What happened?
On Nov 15, 2023 10:00 AM GMT, Starknet faced some downtime. Here’s what happened:
- 40 minutes without blocks
- First post-stall block with 10 txs
- 10 minutes without blocks
- Second post-stall block with 10 txs
- Normal operation
The goal of this document is to give some background, explain the timeline above, and illustrate how upcoming versions will improve the system’s robustness and efficiency.
Background
In the current Starknet architecture, a service called a gateway (henceforth GW) is responsible for receiving transactions, doing some pre-processing (before execution), and passing it down the line to the sequencer. There are multiple GW instances always active on mainnet.
Every transaction that reaches the GW opens an add_tx
thread that takes some CPU. Roughly speaking, this thread performs the following operations:
- Checks the user has the declared fee amount
- Runs
validate
- Writes tx to DB
- Returns the received/rejected status to users
To avoid passing duplicates of the same transaction to the sequencer, there’s a handler called the deduplicator. By design, there is only one instance of this handler at a given point in time, and it sits in the path to block creation. If this process stalls, so does block creation.
- The deduplicator works with packets of 10 transactions at a time.
- The deduplicator process involves many asynchronous tasks; it uses ≥40 threads that access storage (and therefore require context switching).
Lastly, the GW logic is implemented in Python, which has a sequential nature: threads are processed in sequence even if they’re independent. Consequently, for a packet of 10 txs to reach the sequencer, the time we must wait for the deduplicator is the sum of times for each of its ≥40 long threads to resolve.
Timeline explanation?
- 40 minutes without blocks – a big influx of transactions initiated many threads which spread the GW CPU very thinly across all of them. The deduplication process took roughly 40 minutes to finish its packet of 10 txs during the high load while it needed more CPU.
- First post-stall block with 10 txs – the second deduplicator task took longer than the block timeout, so the sequencer closed a 10 tx block.
- 10 minutes without blocks – the high load lessened, freeing up some CPU, but not enough to immediately resolve the issue as the second deduplicator task still moved slowly.
- Second post-stall block with 10 txs – the third deduplicator task took longer than the batch timeout, resulting in another small block closed.
- Normal operation – additional GWs were spun up, and then the existing ones were reset, causing the existing load to be spread over more CPU. The restarted
add_tx
threads and the fresh deduplicator process now had enough CPU to run faster, resuming normal operation.
Note that transactions whose add_tx
thread resolved within roughly 15 seconds returned received or rejected status and joined the backlog. On the other hand, transactions with long add_tx
threads that did not resolve in time returned internal server errors and did not reach the backlog. Generally speaking, these were transactions with heavy validate
functions.
What next?
Upcoming Starknet versions feature significant improvements to GW performance.
- v0.12.2
- More GW instances were spun up to make more CPU available.
- Improvements to load balancing when GW instances are congested.
- v0.12.3 (already past integration and currently on testnet)
- The GW has improved logic, making more efficient use of CPU and performing roughly 4x as well.
- v0.13.0 (currently on integration)
- The GW will use a Rust implementation of the Cairo VM to run
validate
, making CPU usage still more efficient. - The deduplicator will be moved to a separate service with dedicated CPU instead of living in one of the GWs.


→ **INSTRUCTIONS TO FOLLOW**
Transcribe exactly, please, the line bearing "Task: Click on" and all later lines through the end of the records, with the pictures left out.

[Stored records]
_ _ _ _ _ _ _

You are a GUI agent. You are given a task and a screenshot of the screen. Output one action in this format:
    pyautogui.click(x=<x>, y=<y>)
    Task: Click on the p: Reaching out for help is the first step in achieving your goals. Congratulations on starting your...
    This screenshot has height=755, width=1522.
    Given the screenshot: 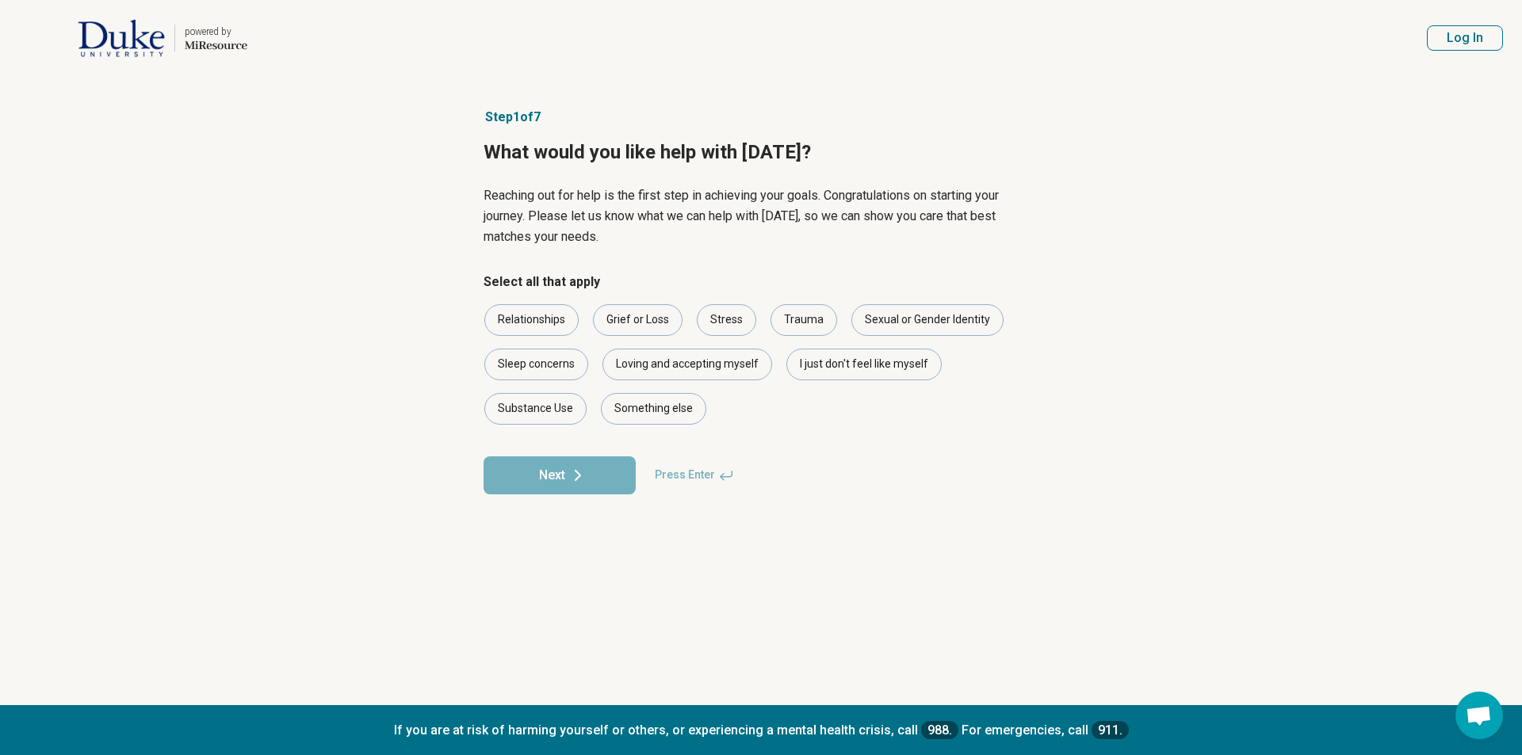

_ _ _ _ _ _ _

→ **PROBLEM SOLUTION**
    Task: Click on the p: Reaching out for help is the first step in achieving your goals. Congratulations on starting your...
    This screenshot has height=755, width=1522.
    Given the screenshot: 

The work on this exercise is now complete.